Linnet waited until he was gone, and then she said, “You must forgive him.”

“Why?” Piers actually sounded half interested.

“It’s not good for either of you.”

“Do you realize that you sound as if you’re hallucinating? We don’t talk like that in Wales. Good for either of you. Wait! I have heard that sort of language before, from a cracked man who belonged to the Family of Love.”

She stared at him, waiting.

“Aren’t you going to ask what the Family is, if only so you can run off and join them?”

“I didn’t realize you needed a response. When Hamlet is giving a monologue, he just goes on and on by himself.”

Piers threw her a disgusted look and turned to go.

She raised her voice. “You must forgive your father because anger is destructive, and it makes you a worse doctor.”

“Actually, it makes me a better doctor. I’m more likely to notice when people are lying to me, and believe me, there’s no one people lie to more than a doctor.”

“Wrong,” she said. “Spouses win.”

He gave a crack of laughter.

“Your father is sorry that he took all that opium.

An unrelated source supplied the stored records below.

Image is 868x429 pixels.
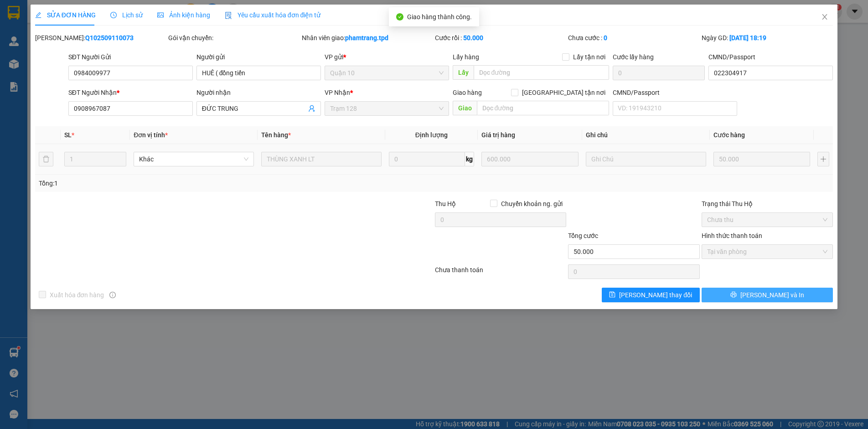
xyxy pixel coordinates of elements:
b: Q102509110073 [85,34,134,42]
div: Người nhận [197,88,321,97]
span: Chuyển khoản ng. gửi [497,199,567,209]
input: Cước lấy hàng [613,65,705,80]
span: Quận 10 [330,66,444,79]
span: user-add [308,105,316,112]
span: save [610,291,616,298]
div: VP gửi [324,52,449,62]
span: Tại văn phòng [708,245,828,258]
b: phamtrang.tpd [345,34,388,42]
div: Chưa cước : [568,33,699,43]
span: Cước hàng [714,131,745,139]
div: Trạng thái Thu Hộ [702,199,833,209]
input: VD: Bàn, Ghế [261,152,382,166]
div: Nhân viên giao: [302,33,433,43]
span: Lấy [453,65,474,79]
button: save[PERSON_NAME] thay đổi [602,288,700,302]
div: [PERSON_NAME]: [35,33,166,43]
span: Chưa thu [708,213,828,226]
span: edit [35,12,42,19]
button: Close [812,4,838,30]
span: [GEOGRAPHIC_DATA] tận nơi [518,88,610,97]
span: Trạm 128 [330,102,444,115]
label: Hình thức thanh toán [702,232,763,239]
input: Dọc đường [474,65,610,79]
input: Ghi Chú [586,152,706,166]
span: Thu Hộ [435,200,456,207]
span: Xuất hóa đơn hàng [46,290,108,300]
span: printer [731,291,737,298]
span: Định lượng [416,131,448,139]
div: SĐT Người Nhận [68,88,193,97]
span: close [821,13,829,21]
div: CMND/Passport [613,88,737,97]
span: Giao [453,101,477,115]
span: kg [465,152,474,166]
span: SỬA ĐƠN HÀNG [35,11,96,19]
div: Gói vận chuyển: [169,33,300,43]
span: Giao hàng thành công. [407,13,472,21]
span: Ảnh kiện hàng [157,11,210,19]
b: [DATE] 18:19 [730,34,766,42]
span: check-circle [397,13,404,21]
button: plus [818,152,829,166]
div: SĐT Người Gửi [68,52,193,62]
span: clock-circle [111,12,117,19]
span: Khác [139,152,249,166]
div: Chưa thanh toán [434,265,567,281]
span: Lấy hàng [453,53,480,61]
label: Cước lấy hàng [613,53,654,61]
span: Tên hàng [261,131,291,139]
span: [PERSON_NAME] thay đổi [619,290,692,300]
b: 0 [604,34,607,42]
span: Lấy tận nơi [570,52,610,62]
span: picture [157,12,163,19]
span: Lịch sử [111,11,143,19]
div: CMND/Passport [708,52,833,62]
span: [PERSON_NAME] và In [740,290,804,300]
div: Ngày GD: [702,33,833,43]
span: Yêu cầu xuất hóa đơn điện tử [225,11,321,19]
div: Tổng: 1 [39,178,336,189]
th: Ghi chú [582,126,710,144]
span: Đơn vị tính [134,131,168,139]
button: printer[PERSON_NAME] và In [702,288,833,302]
span: Tổng cước [568,232,598,239]
button: delete [39,152,53,166]
input: Dọc đường [477,101,610,115]
div: Người gửi [197,52,321,62]
img: icon [225,12,232,19]
b: 50.000 [463,34,483,42]
input: 0 [482,152,578,166]
div: Cước rồi : [435,33,567,43]
span: SL [65,131,71,139]
span: info-circle [109,292,116,298]
span: Giao hàng [453,89,482,96]
input: 0 [714,152,811,166]
span: Giá trị hàng [482,131,515,139]
span: VP Nhận [324,89,350,96]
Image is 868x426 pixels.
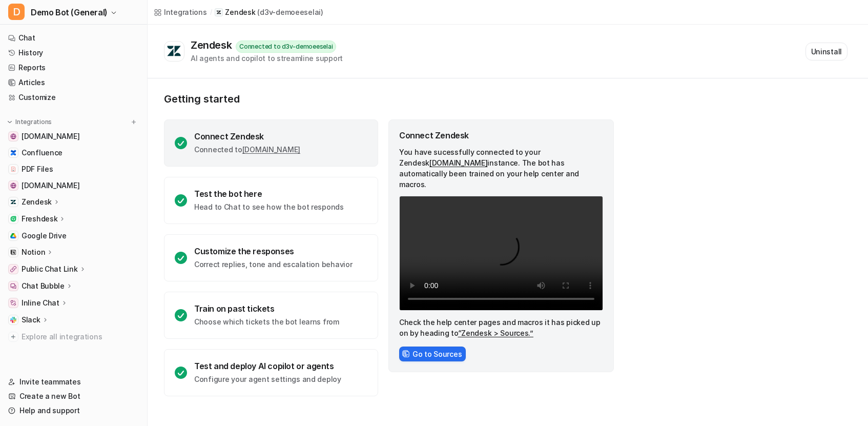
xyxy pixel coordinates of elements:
[4,374,143,388] a: Invite teammates
[214,7,323,17] a: Zendesk(d3v-demoeeselai)
[399,196,603,310] video: Your browser does not support the video tag.
[10,199,17,205] img: Zendesk
[10,133,17,139] img: www.atlassian.com
[164,6,207,17] div: Integrations
[10,150,17,155] img: Confluence
[167,45,182,57] img: Zendesk logo
[4,388,143,403] a: Create a new Bot
[210,7,212,17] span: /
[21,197,52,207] p: Zendesk
[429,158,487,167] a: [DOMAIN_NAME]
[257,7,323,17] p: ( d3v-demoeeselai )
[21,281,64,291] p: Chat Bubble
[225,7,255,17] p: Zendesk
[4,129,143,144] a: www.atlassian.com[DOMAIN_NAME]
[4,145,143,160] a: ConfluenceConfluence
[4,178,143,192] a: www.airbnb.com[DOMAIN_NAME]
[10,166,17,172] img: PDF Files
[236,40,336,52] div: Connected to d3v-demoeeselai
[21,131,79,142] span: [DOMAIN_NAME]
[21,230,66,241] span: Google Drive
[21,180,79,190] span: [DOMAIN_NAME]
[242,145,300,154] a: [DOMAIN_NAME]
[10,249,17,255] img: Notion
[4,162,143,176] a: PDF FilesPDF Files
[4,329,143,343] a: Explore all integrations
[402,350,410,357] img: sourcesIcon
[130,119,137,125] img: menu_add.svg
[191,52,342,63] div: AI agents and copilot to streamline support
[4,403,143,418] a: Help and support
[458,328,533,337] a: “Zendesk > Sources.”
[191,39,236,52] div: Zendesk
[10,282,17,289] img: Chat Bubble
[21,297,60,308] p: Inline Chat
[10,300,17,305] img: Inline Chat
[164,93,615,105] p: Getting started
[10,215,17,222] img: Freshdesk
[4,75,143,89] a: Articles
[10,182,17,189] img: www.airbnb.com
[805,42,848,61] button: Uninstall
[21,213,57,224] p: Freshdesk
[399,346,466,361] button: Go to Sources
[194,317,339,327] p: Choose which tickets the bot learns from
[194,144,300,155] p: Connected to
[8,4,25,20] span: D
[399,130,603,141] div: Connect Zendesk
[4,61,143,75] a: Reports
[194,259,352,270] p: Correct replies, tone and escalation behavior
[399,146,603,190] p: You have sucessfully connected to your Zendesk instance. The bot has automatically been trained o...
[21,264,78,274] p: Public Chat Link
[10,266,17,272] img: Public Chat Link
[30,6,108,19] span: Demo Bot (General)
[21,164,52,174] span: PDF Files
[194,246,352,256] div: Customize the responses
[4,30,143,45] a: Chat
[6,119,13,125] img: expand menu
[194,304,339,314] div: Train on past tickets
[4,228,143,243] a: Google DriveGoogle Drive
[21,147,63,157] span: Confluence
[194,131,300,142] div: Connect Zendesk
[16,118,52,126] p: Integrations
[154,6,207,17] a: Integrations
[10,233,17,238] img: Google Drive
[194,361,341,371] div: Test and deploy AI copilot or agents
[4,90,143,105] a: Customize
[4,46,143,60] a: History
[399,317,603,338] p: Check the help center pages and macros it has picked up on by heading to
[8,331,18,341] img: explore all integrations
[4,117,55,127] button: Integrations
[21,315,41,325] p: Slack
[21,247,45,257] p: Notion
[194,374,341,384] p: Configure your agent settings and deploy
[21,328,139,345] span: Explore all integrations
[194,201,343,212] p: Head to Chat to see how the bot responds
[10,317,17,323] img: Slack
[194,189,343,199] div: Test the bot here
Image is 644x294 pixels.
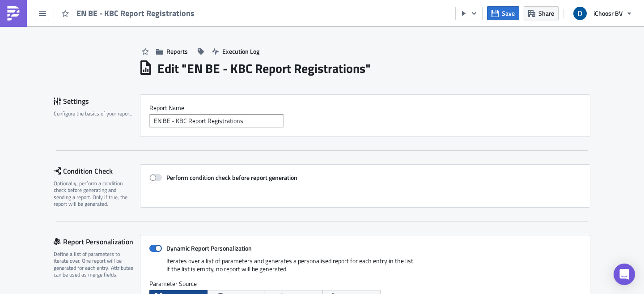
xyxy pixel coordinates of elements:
[54,94,140,108] div: Settings
[4,4,427,115] body: Rich Text Area. Press ALT-0 for help.
[166,173,297,182] strong: Perform condition check before report generation
[4,18,427,39] div: In bijlage [PERSON_NAME] een overzicht met de actuele status van de groepsaankoop energie. Heb je...
[4,68,427,75] div: [PERSON_NAME] ( )
[539,9,554,18] span: Share
[207,44,264,58] button: Execution Log
[523,6,559,20] button: Share
[59,68,217,75] a: [PERSON_NAME][EMAIL_ADDRESS][DOMAIN_NAME]
[6,6,21,21] img: PushMetrics
[593,9,622,18] span: iChoosr BV
[54,250,134,278] div: Define a list of parameters to iterate over. One report will be generated for each entry. Attribu...
[487,6,519,20] button: Save
[4,54,427,61] div: Groeten
[4,4,427,75] div: Beste
[149,279,581,287] label: Parameter Source
[149,257,581,279] div: Iterates over a list of parameters and generates a personalised report for each entry in the list...
[568,4,637,23] button: iChoosr BV
[166,243,252,253] strong: Dynamic Report Personalization
[166,47,188,56] span: Reports
[54,180,134,208] div: Optionally, perform a condition check before generating and sending a report. Only if true, the r...
[502,9,514,18] span: Save
[149,104,581,112] label: Report Nam﻿e
[613,263,635,285] div: Open Intercom Messenger
[572,6,587,21] img: Avatar
[54,235,140,248] div: Report Personalization
[54,164,140,177] div: Condition Check
[76,8,195,18] span: EN BE - KBC Report Registrations
[54,110,134,117] div: Configure the basics of your report.
[152,44,192,58] button: Reports
[222,47,259,56] span: Execution Log
[157,60,371,76] h1: Edit " EN BE - KBC Report Registrations "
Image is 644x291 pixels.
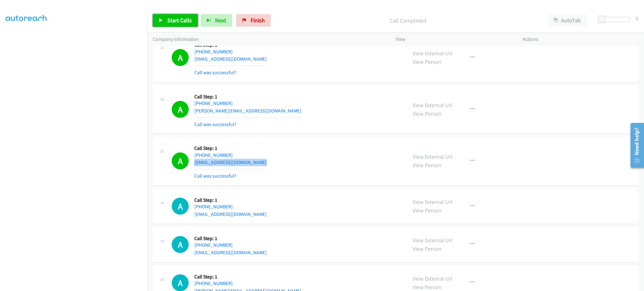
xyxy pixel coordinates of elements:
a: View External Url [413,153,453,160]
div: Delay between calls (in seconds) [601,17,630,22]
div: The call is yet to be attempted [172,236,189,253]
h1: A [172,49,189,66]
a: View Person [413,245,442,252]
a: View External Url [413,50,453,57]
h5: Call Step: 1 [194,235,267,241]
a: [PHONE_NUMBER] [194,152,233,158]
a: View Person [413,58,442,65]
h1: A [172,152,189,169]
a: [EMAIL_ADDRESS][DOMAIN_NAME] [194,211,267,217]
iframe: Resource Center [626,120,644,170]
a: Finish [236,14,271,27]
a: View External Url [413,102,453,108]
a: Call was successful? [194,69,237,75]
div: 0 [636,14,638,23]
h5: Call Step: 1 [194,274,301,280]
a: View Person [413,110,442,117]
a: [PHONE_NUMBER] [194,100,233,106]
div: The call is yet to be attempted [172,198,189,214]
h5: Call Step: 1 [194,93,301,100]
a: View External Url [413,198,453,205]
h1: A [172,101,189,118]
a: [PHONE_NUMBER] [194,280,233,286]
span: Start Calls [167,17,192,24]
p: View [396,35,512,43]
a: Call was successful? [194,173,237,179]
span: Next [215,17,226,24]
a: Start Calls [153,14,198,27]
a: [PHONE_NUMBER] [194,242,233,248]
a: [EMAIL_ADDRESS][DOMAIN_NAME] [194,249,267,255]
h1: A [172,236,189,253]
a: View Person [413,161,442,169]
p: Company Information [153,35,385,43]
a: [EMAIL_ADDRESS][DOMAIN_NAME] [194,56,267,62]
h1: A [172,198,189,214]
a: View External Url [413,275,453,282]
button: Next [201,14,232,27]
h5: Call Step: 1 [194,197,267,203]
button: AutoTab [548,14,587,27]
a: [PHONE_NUMBER] [194,204,233,210]
a: Call was successful? [194,121,237,127]
p: Actions [523,35,638,43]
a: [PHONE_NUMBER] [194,49,233,55]
a: [EMAIL_ADDRESS][DOMAIN_NAME] [194,159,267,165]
h5: Call Step: 1 [194,145,267,152]
a: View Person [413,207,442,214]
p: Call Completed [279,16,537,25]
a: [PERSON_NAME][EMAIL_ADDRESS][DOMAIN_NAME] [194,108,301,114]
a: View Person [413,283,442,291]
a: View External Url [413,236,453,244]
span: Finish [251,17,265,24]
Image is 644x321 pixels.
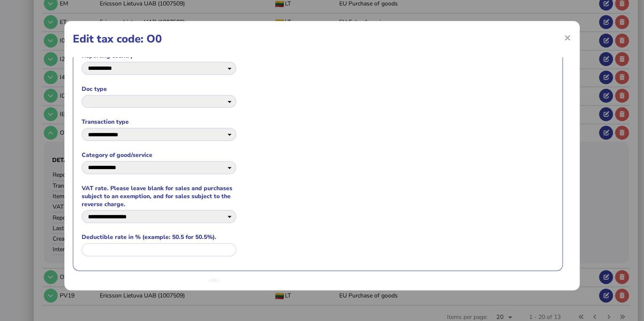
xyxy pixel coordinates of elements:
[82,118,236,126] label: Transaction type
[82,184,236,208] label: VAT rate. Please leave blank for sales and purchases subject to an exemption, and for sales subje...
[82,151,236,159] label: Category of good/service
[82,85,236,93] label: Doc type
[82,233,236,241] label: Deductible rate in % (example: 50.5 for 50.5%).
[73,277,562,293] h3: Map to additional engine calculations
[73,32,571,46] h1: Edit tax code: O0
[564,29,571,45] span: ×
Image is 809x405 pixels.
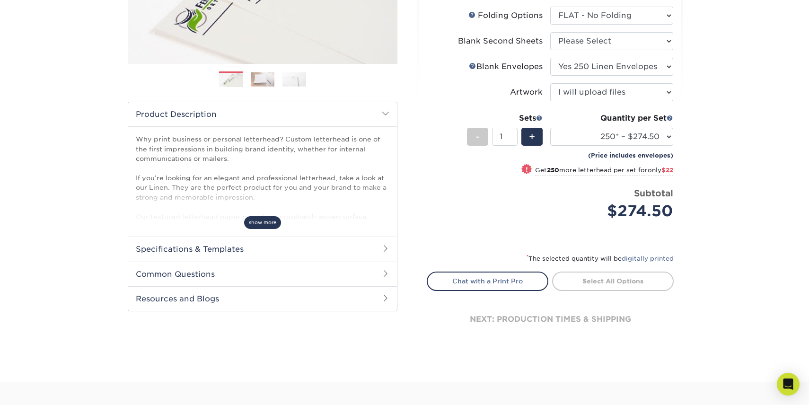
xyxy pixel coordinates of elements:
[529,130,535,144] span: +
[777,373,799,395] div: Open Intercom Messenger
[550,113,673,124] div: Quantity per Set
[282,72,306,87] img: Letterhead 03
[468,10,543,21] div: Folding Options
[427,272,548,290] a: Chat with a Print Pro
[128,262,397,286] h2: Common Questions
[469,61,543,72] div: Blank Envelopes
[244,216,281,229] span: show more
[535,167,673,176] small: Get more letterhead per set for
[128,102,397,126] h2: Product Description
[547,167,559,174] strong: 250
[427,291,674,348] div: next: production times & shipping
[128,286,397,311] h2: Resources and Blogs
[588,151,673,160] small: (Price includes envelopes)
[648,167,673,174] span: only
[661,167,673,174] span: $22
[475,130,480,144] span: -
[2,376,80,402] iframe: Google Customer Reviews
[510,87,543,98] div: Artwork
[467,113,543,124] div: Sets
[458,35,543,47] div: Blank Second Sheets
[552,272,674,290] a: Select All Options
[128,237,397,261] h2: Specifications & Templates
[622,255,674,262] a: digitally printed
[527,255,674,262] small: The selected quantity will be
[634,188,673,198] strong: Subtotal
[251,72,274,87] img: Letterhead 02
[557,200,673,222] div: $274.50
[526,165,528,175] span: !
[219,72,243,88] img: Letterhead 01
[136,134,389,356] p: Why print business or personal letterhead? Custom letterhead is one of the first impressions in b...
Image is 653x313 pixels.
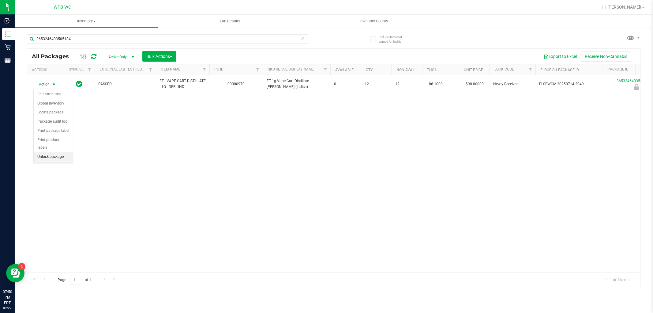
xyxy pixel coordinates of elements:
[15,18,158,24] span: Inventory
[5,44,11,50] inline-svg: Retail
[33,80,50,88] span: Action
[539,81,599,87] span: FLSRWGM-20250714-2949
[52,275,96,284] span: Page of 1
[5,18,11,24] inline-svg: Inbound
[99,67,148,71] a: External Lab Test Result
[5,57,11,63] inline-svg: Reports
[15,15,158,28] a: Inventory
[395,81,418,87] span: 12
[365,81,388,87] span: 12
[76,80,83,88] span: In Sync
[581,51,631,62] button: Receive Non-Cannabis
[212,18,249,24] span: Lab Results
[600,275,634,284] span: 1 - 1 of 1 items
[426,80,446,88] span: 86.1000
[34,108,73,117] li: Locate package
[427,68,437,72] a: THC%
[18,263,25,270] iframe: Resource center unread badge
[158,15,302,28] a: Lab Results
[464,68,483,72] a: Unit Price
[320,64,330,75] a: Filter
[525,64,535,75] a: Filter
[142,51,176,62] button: Bulk Actions
[98,81,152,87] span: PASSED
[159,78,206,90] span: FT - VAPE CART DISTILLATE - 1G - DBR - IND
[302,15,445,28] a: Inventory Counts
[253,64,263,75] a: Filter
[69,67,92,71] a: Sync Status
[146,54,172,59] span: Bulk Actions
[617,79,651,83] a: 3653246403505184
[3,289,12,305] p: 07:50 PM EDT
[34,117,73,126] li: Package audit log
[379,35,409,44] span: Include items not tagged for facility
[608,67,628,71] a: Package ID
[540,68,579,72] a: Flourish Package ID
[602,5,641,9] span: Hi, [PERSON_NAME]!
[27,34,308,43] input: Search Package ID, Item Name, SKU, Lot or Part Number...
[34,99,73,108] li: Global inventory
[54,5,71,10] span: WPB WC
[32,53,75,60] span: All Packages
[335,68,354,72] a: Available
[5,31,11,37] inline-svg: Inventory
[396,68,424,72] a: Non-Available
[301,34,305,42] span: Clear
[351,18,396,24] span: Inventory Counts
[540,51,581,62] button: Export to Excel
[50,80,58,88] span: select
[199,64,209,75] a: Filter
[32,68,62,72] div: Actions
[493,81,532,87] span: Newly Received
[214,67,223,71] a: PO ID
[267,78,327,90] span: FT 1g Vape Cart Distillate [PERSON_NAME] (Indica)
[84,64,95,75] a: Filter
[34,152,73,161] li: Unlock package
[161,67,180,71] a: Item Name
[334,81,357,87] span: 0
[463,80,487,88] span: $90.00000
[268,67,314,71] a: Sku Retail Display Name
[34,90,73,99] li: Edit attributes
[3,305,12,310] p: 09/22
[494,67,514,71] a: Lock Code
[6,264,24,282] iframe: Resource center
[34,126,73,135] li: Print package label
[70,275,81,284] input: 1
[146,64,156,75] a: Filter
[34,135,73,152] li: Print product labels
[228,82,245,86] a: 00000970
[366,68,373,72] a: Qty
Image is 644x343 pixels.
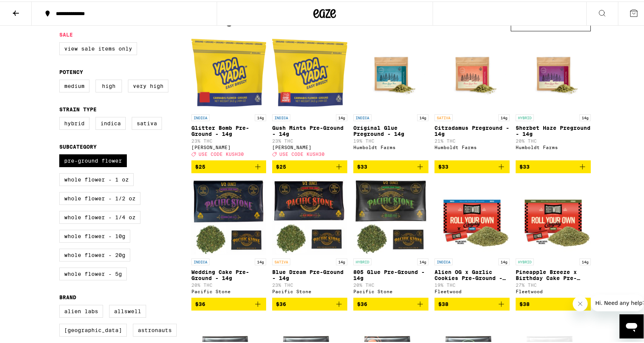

He’s sorry that he drove your mother to France and then divorced her.”

His smile was almost feral. “Addicts are often sorry for what happened. I’ve seen it repeatedly.”

“And families forgive each other,” she said.

“Oh, they do? What would you know about that?”

“My parents often had occasion to forgive each other.”

He limped back toward her, put a hand under her chin. “And you, did you forgive them?”

Surprised, she blinked. He dropped his hand. “I didn’t think so. It’s easier to give advice than to take it.”

“Of course I forgive them,” she said. Though her voice betrayed uncertainty.

“Shouldn’t your father have come along with you?” Piers demanded, going straight for the jugular. “After all, I do have a carefully concocted reputation as a beast. He sent you off to the wilds of Wales without a qualm?”

“Accompanied by your father,” she said. “A duke.”

“We both have irresponsible, not to mention uncaring, relatives.” He sounded rather satisfied. “Enough of this charming chitchat. I came to tell you it’s time for luncheon.”

“Irresponsibility and lack of love don’t go together. My father loves me; he simply finds it difficult, if not impossible, to contemplate leaving the comforts of London. Your father obviously loves you, since he puts up with your foul temper and your general unlovableness.”

“I gather you’re warning me not to get my hopes up based on that small point of harmony between us?”

She hadn’t quite noticed how close he was to her. The clean, male smell of him reached out to her like a caress and set her heart racing.

“I think we have a more interesting connection than parental ineptitude,” Piers said. He switched his cane from his right to his left. She waited, just waited. A hand brushed by her cheek, curled into her hair. Still, she waited, without saying a word.